By Barani Krishnan
Investing.com - Both OPEC+ and the White House aren’t doing what the oil bulls want. And that has sent U.S. crude back below $90 a barrel.
The 23-nation OPEC+ — comprising the original 13 members of the Saudi-led Organization of the Petroleum Exporting Countries and their 10 Russia-led allies — said Wednesday it agreed with Riyadh on the disconnect in pricing between crude futures and the physical oil market.
But that’s as far as the OPEC+ panel went in terms of a soundbite expected by longs in the market.
After the previous session’s price plunge of nearly 6%, bulls were probably counting on the oil producing alliance to give some hints about production cuts ahead of its meeting next week.

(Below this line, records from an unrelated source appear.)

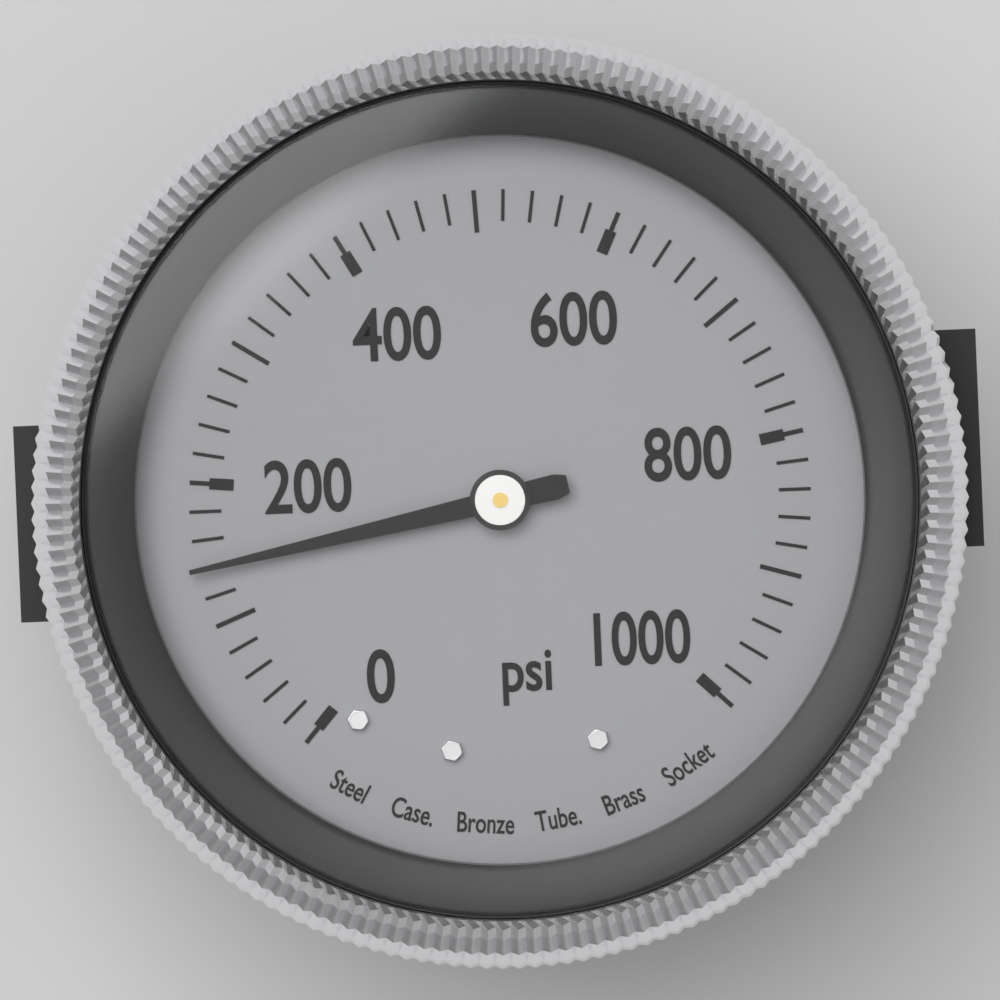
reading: 140 psi
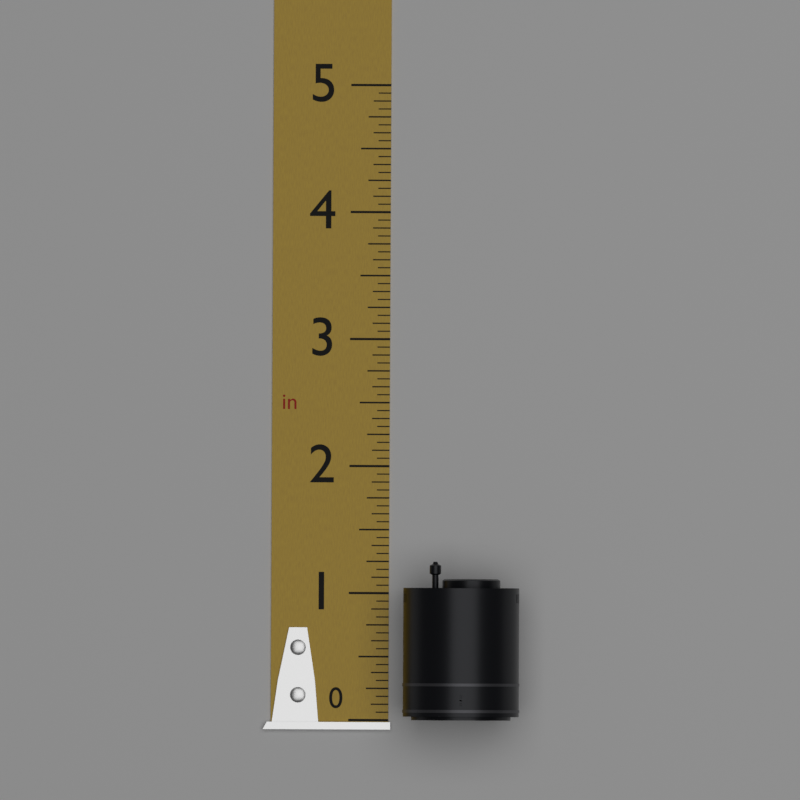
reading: 1.2500 in
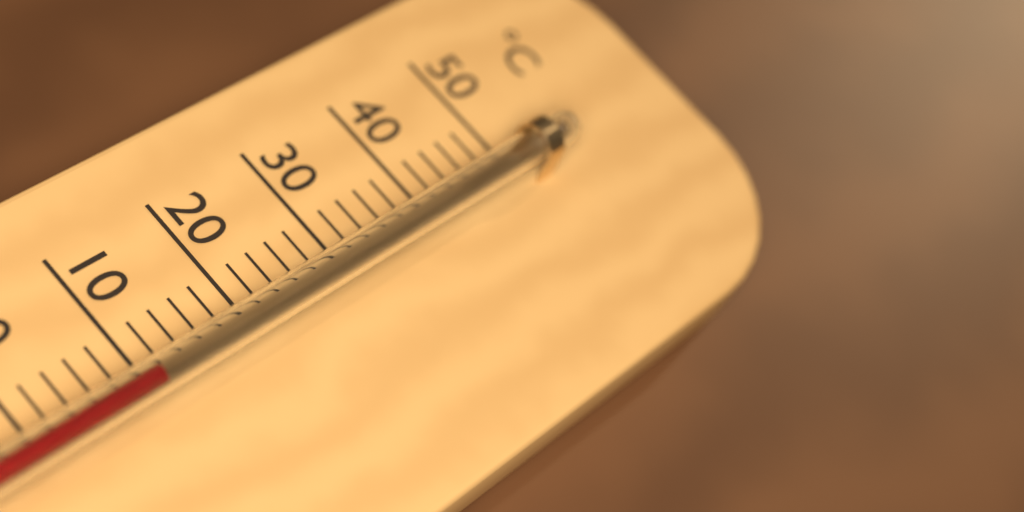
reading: 10 °C
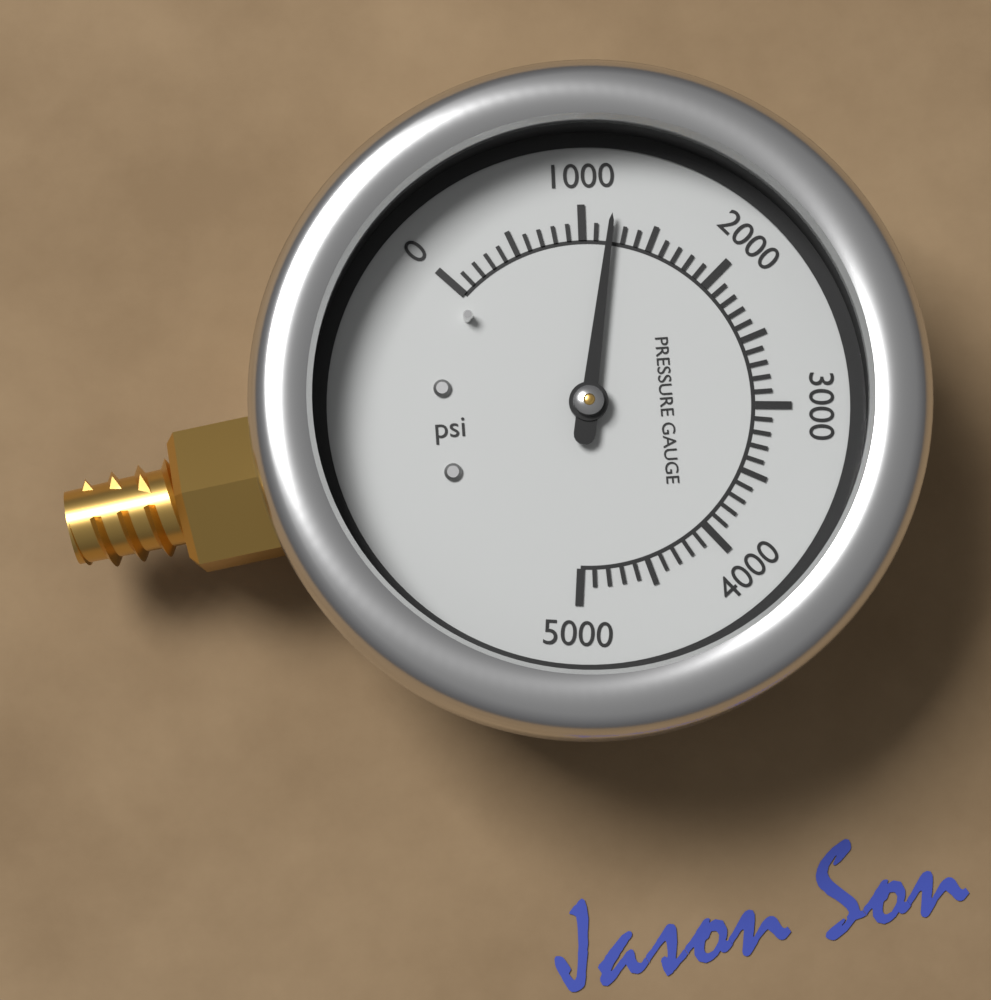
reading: 1200 psi
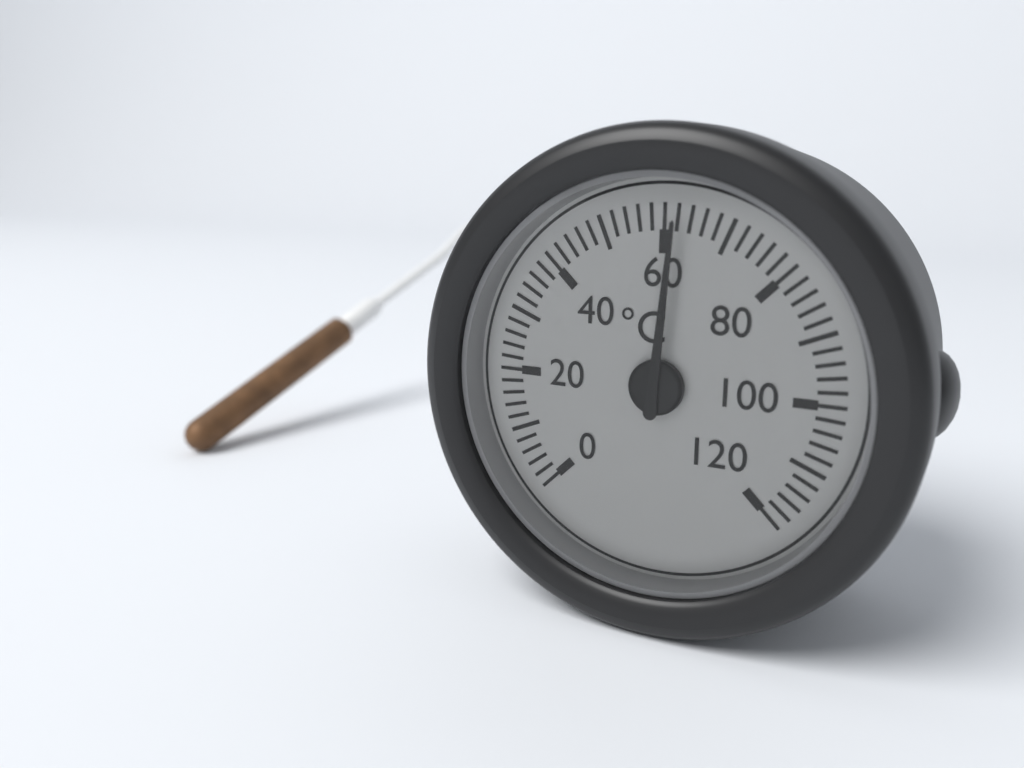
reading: 62 °C
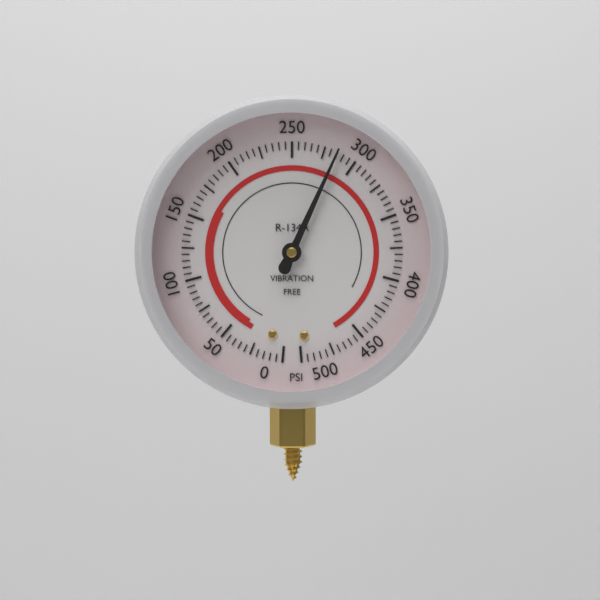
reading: 285 psi
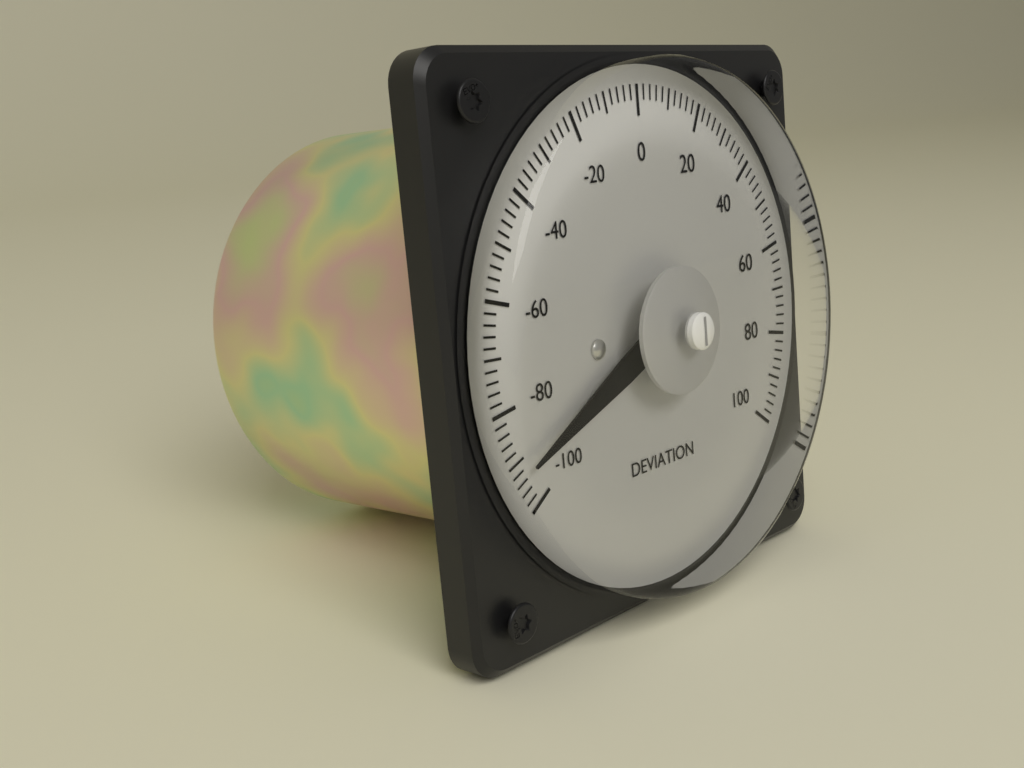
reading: -92 (no unit)
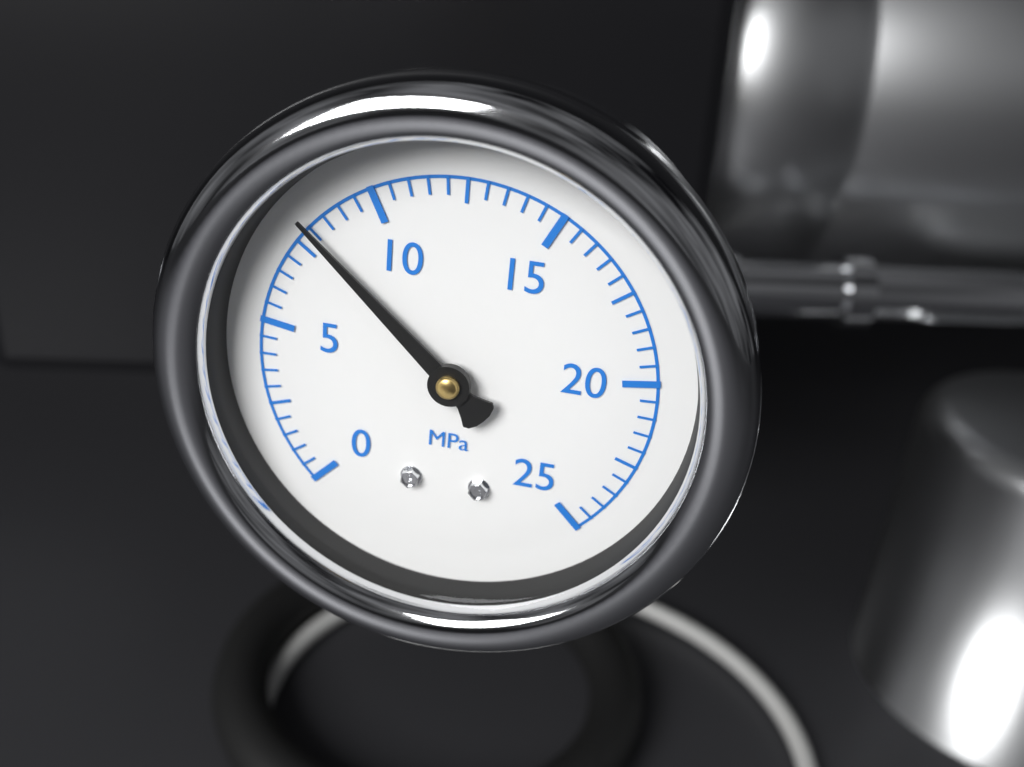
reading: 8.0 MPa
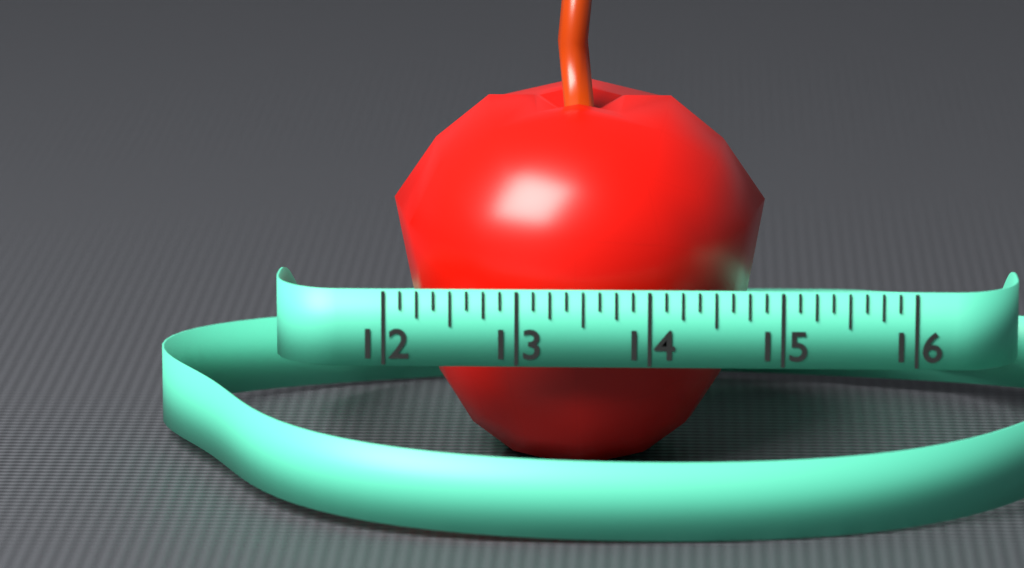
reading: 14.875 (no unit)
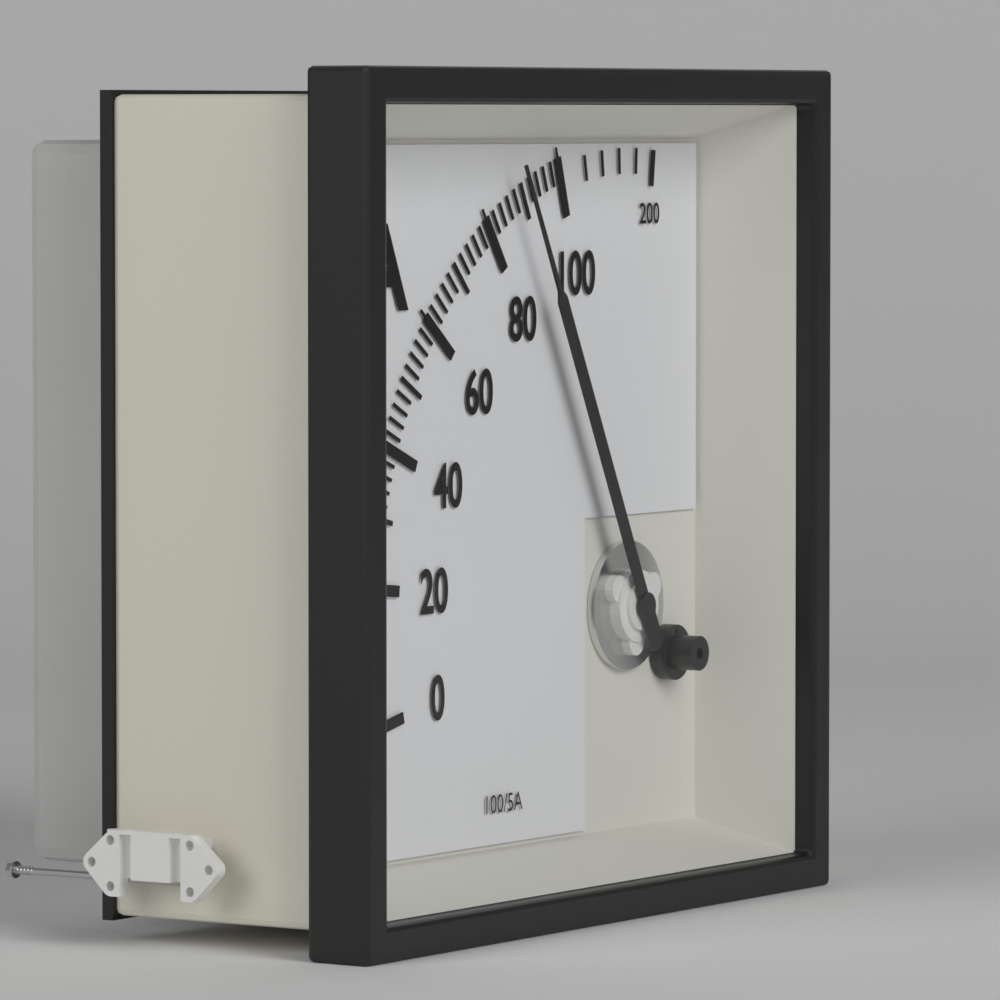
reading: 88 A
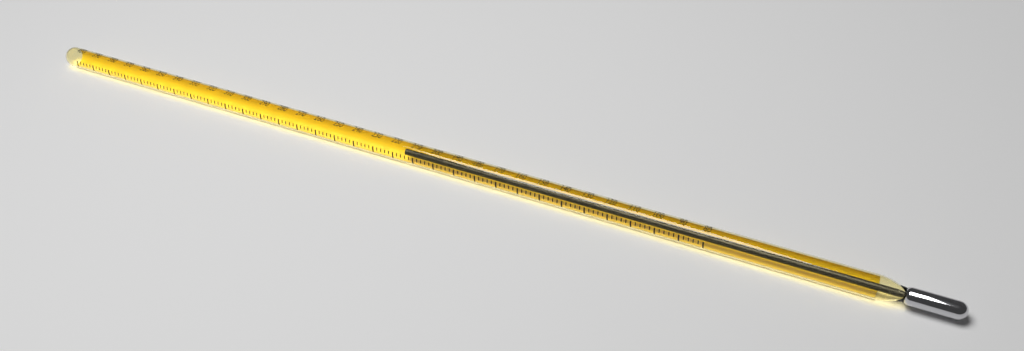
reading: 216 (no unit)
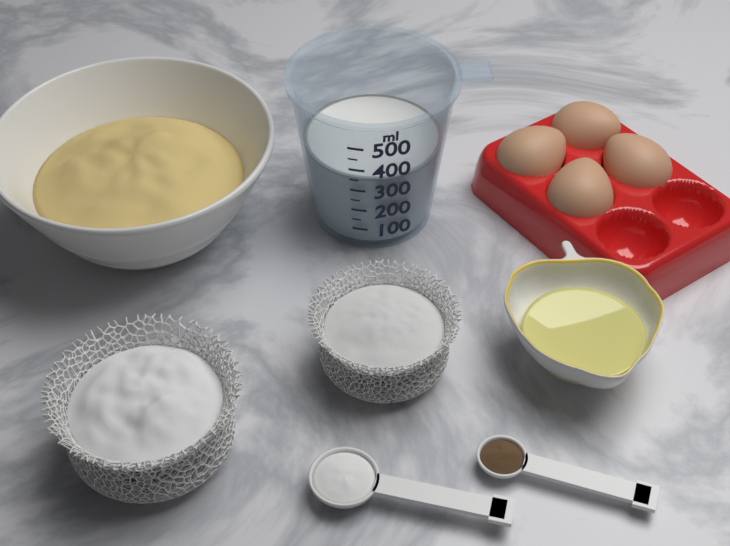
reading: 350 ml
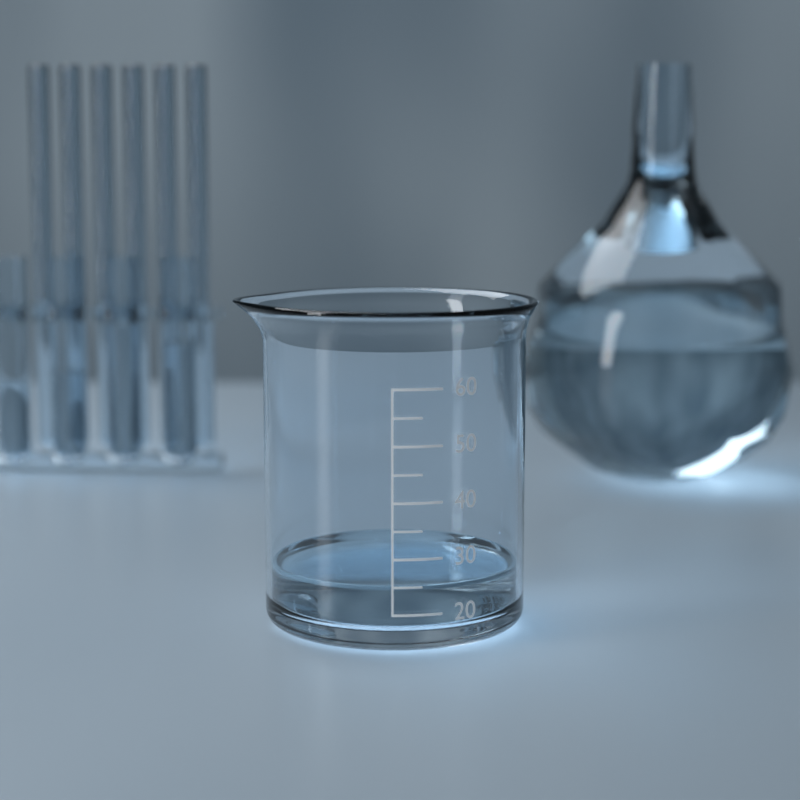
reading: 25 (no unit)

Instead, OPEC+ gave hyped-up demand estimates for its oil, suggesting that supply reduction — which Saudi Energy Minister Abdulaziz bin Salman cited as a possibility last week — was the last thing the alliance was thinking of right away.
The OPEC+ panel tightened its oil outlook for this year and next.
It reduced its 2022 oil surplus estimate by half to 400,000 barrels per day while forecasting a 300,000 bpd deficit for 2023.
“It’s not exactly what the longs in the market wanted to hear,” said John Kilduff, founding partner at New York energy hedge fund Again Capital.
Brent crude, the London-traded global benchmark for oil, settled down $2.82, or 2.8%, at $96.49, adding to Tuesday’s 5% plunge.
New York-traded West Texas Intermediate, the benchmark for U.S. crude, settled down $2.09, or 2.3%, at $89.55. In the previous session, WTI tumbled 5.5%.
To worsen matters for the bulls, a White House official said President Joe Biden spoke with Israeli Prime Minister Yair Lapid on Wednesday on the revival of a 2015 nuclear deal that is eagerly sought by Iran and strongly opposed by Israel.
Tel Aviv, in its own version of the conversation, said the two leaders "spoke at length about the negotiations on a nuclear agreement, and their shared commitment to stopping Iran’s progress towards a nuclear weapon."
The White House said Biden “reaffirmed the U.S. determination to never enable Iran to obtain a nuclear weapon.” But it did not say that the deal was off.
On Tuesday, Iran International, a pro-Tehran television station out of London, reported that the two sides have reached a deal on the nuclear deal that could be announced in two to three weeks to legitimately put the Islamic Republic’s oil back on the export market. A U.S. State Department official, speaking anonymously, was quoted saying on Twitter that nothing had been finalized, while not denying the two-to-three-week timeline.
“There is zero clarity on the Iran deal,” Scott Shelton, energy futures broker at ICAP in Durham, North Carolina, said on Wednesday, responding to the various reports circulating on the matter. At stake is an additional supply of up to a million barrels per day on paper, that could push prices lower.
Speculation over OPEC+ cuts and the Iran nuclear deal aside, oil is supported from going any lower after a third straight weekly drop in U.S. crude stockpile reported by the Energy Information Administration.